The improvements on the grounds and buildings, and on the farm, have
been many. A beautiful Library building, made possible by the Alumnæ,
was erected in 1908, as a memorial to Mr. Cocke. The Susanna Infirmary
was built in 1911, as a memorial to Mrs. Cocke. In 1914, the Science
Hall was built. Meanwhile important changes were being made in the
courses of study. The curriculum was gradually enlarged, and eight years
after the Founder's death, the institution was standardized on the basis
of a four years college course. When this change was recognized in a new
charter from the legislature of Virginia, the name "Hollins Institute"
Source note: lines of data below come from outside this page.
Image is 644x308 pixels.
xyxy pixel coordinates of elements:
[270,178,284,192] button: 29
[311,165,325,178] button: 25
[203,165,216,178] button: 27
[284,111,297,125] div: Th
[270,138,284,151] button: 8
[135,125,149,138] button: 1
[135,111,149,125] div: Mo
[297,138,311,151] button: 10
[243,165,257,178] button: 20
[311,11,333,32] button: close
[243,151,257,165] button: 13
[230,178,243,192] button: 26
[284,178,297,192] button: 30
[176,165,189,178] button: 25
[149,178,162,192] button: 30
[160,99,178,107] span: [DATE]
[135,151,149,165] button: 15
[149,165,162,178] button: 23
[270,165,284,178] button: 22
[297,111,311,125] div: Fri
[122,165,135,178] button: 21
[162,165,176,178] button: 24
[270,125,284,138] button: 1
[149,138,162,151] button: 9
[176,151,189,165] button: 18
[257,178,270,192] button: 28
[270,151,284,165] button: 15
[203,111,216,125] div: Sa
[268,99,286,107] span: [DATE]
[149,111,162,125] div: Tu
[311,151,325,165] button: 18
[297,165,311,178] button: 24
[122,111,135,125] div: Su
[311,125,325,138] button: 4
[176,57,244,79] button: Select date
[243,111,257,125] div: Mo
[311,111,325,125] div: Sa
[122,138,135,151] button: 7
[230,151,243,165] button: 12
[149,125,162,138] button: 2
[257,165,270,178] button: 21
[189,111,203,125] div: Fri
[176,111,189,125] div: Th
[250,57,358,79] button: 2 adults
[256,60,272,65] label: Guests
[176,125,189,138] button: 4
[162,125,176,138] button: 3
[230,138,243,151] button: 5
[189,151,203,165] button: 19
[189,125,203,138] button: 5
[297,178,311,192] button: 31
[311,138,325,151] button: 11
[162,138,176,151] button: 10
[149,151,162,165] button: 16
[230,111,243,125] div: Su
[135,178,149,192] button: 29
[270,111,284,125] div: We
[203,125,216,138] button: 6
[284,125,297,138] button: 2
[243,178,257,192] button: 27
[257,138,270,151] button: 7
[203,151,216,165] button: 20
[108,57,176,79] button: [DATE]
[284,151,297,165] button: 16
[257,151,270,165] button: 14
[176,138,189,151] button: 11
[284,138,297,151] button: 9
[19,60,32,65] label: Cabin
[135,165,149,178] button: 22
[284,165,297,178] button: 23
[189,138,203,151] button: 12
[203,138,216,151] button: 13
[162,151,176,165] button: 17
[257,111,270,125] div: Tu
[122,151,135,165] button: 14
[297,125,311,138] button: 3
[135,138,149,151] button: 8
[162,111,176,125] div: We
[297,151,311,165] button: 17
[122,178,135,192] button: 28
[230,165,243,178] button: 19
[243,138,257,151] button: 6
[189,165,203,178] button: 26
gave place to that of "Hollins College."

The realization of the Founder's dream is an endless process, and the
motto will ever be, "Forward and Upward." In the very atmosphere of the
place, the sensitive soul feels a brooding presence. The trees on the
campus, nearly all of which he planted, seem to whisper the revered
name. His Ideal lives, and his Spirit interfuses all. His monument is
building still. Let it go shining down the centuries!